The Nazi-Soviet Pact included secret protocols to divvy up Poland, Romania, Finland and the Baltic states between the Third Reich and the FSU – an arrangement designed to divide eastern Europe into two spheres of influence. The Kremlin denied the existence of this secret arrangement until 1989, notes the Telegraph.

"Serious research must show that those were the foreign policy methods then," Putin said, appearing to justify then Soviet leader Joseph's Stalin's decision to sign the pact with Adolf Hitler: "The Soviet Union signed a non-aggression treaty with Germany. People say: 'Ach, that's bad.' But what's bad about that if the Soviet Union didn't want to fight, what's bad about it?"

Putin instead laid blame at the feet of British Prime Minister Neville Chamberlain for signing the 1938 Munich Agreement, thereby paving the way for the Nazi occupation of the Sudetenland. According to a Kremlin transcript of the Wednesday meeting, Putin said that "Chamberlain came, waved a piece of paper and said, 'I've brought you peace' when he returned to London after the talks."
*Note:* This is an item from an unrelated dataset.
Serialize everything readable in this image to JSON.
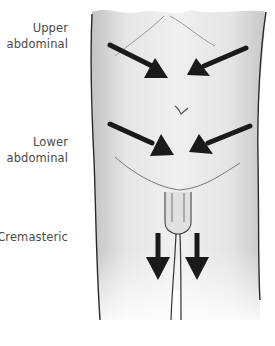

Despite his comments Wednesday, the Telegraph notes that, back in 2009, Putin labelled the Molotov–Ribbentrop Pact "immoral,' while still apportioning blame to Britain for signing the Munich Agreement with the Nazis.

@mike2000 @Schutz
 
. . . .
Hitler hated the Slavs and Bolsheviks :rofl::rofl:
I have much admiration for the Soviets for fighting the Nazi as bravely as they did.
but Nazis always had intentions of invading the U.S.S.R for slave labor and resources.
the Molotov-Ribbentrop pact was always a sham :omghaha:

a good watch
 
.
They bombed us so we bombed them back ten times harder. There was no morality in the war. It was kill or be killed.
LOL I am talking about more than just WWII . e.g. The artificially engineered Bengal Famine ... or the 3.5 million Indians who lost their lives in WWI + II.

Bengal famine of 1943 - Wikipedia, the free encyclopedia

So hitler killed 6 mil. Jews in 12 yrs. Churchil 4 mil indian in 1 yr ... who is the bigger maniac?
 
.
.
There was famine all over the world during World War 2. Why is it Churchill's fault?
No it wasn't ... Indians were producing sufficient food. They were robbed of it ... the video will explain that

Winston Churchill, the hallowed British War prime minister who saved Europe from a monster like Hitler was disturbingly callous about the roaring famine that was swallowing Bengal’s population. He casually diverted the supplies of medical aid and food that was being dispatched to the starving victims to the already well supplied soldiers of Europe. When entreated upon he said, “Famine or no famine, Indians will breed like rabbits.” The Delhi Government sent a telegram painting to him a picture of the horrible devastation and the number of people who had died. His only response was, “Then why hasn’t Gandhi died yet?”

The Bengal Famine: How the British engineered the worst genocide in human history for profit

There was famine all over the world during World War 2. Why is it Churchill's fault?
Here is a more "white" account of his doings

Books: Churchill's Shameful Role in the Bengal Famine - TIME
 
.
In WW2 Churchill deliberately starved 6-7 million Indians to death, continued to foster Muslim-Hindu antipathy that led to the horrors of Indian Partition and persuaded his War Cabinet on racist Partition of Palestine.

"I hate Indians. They are a beastly people with a beastly religion"
-Entry dated to September 1942 on a conversation held with Churchill in Leo Amery : Diaries.
This is just one of the many anti-India remarks by the man so revered by the english. What was the reason for this hatred?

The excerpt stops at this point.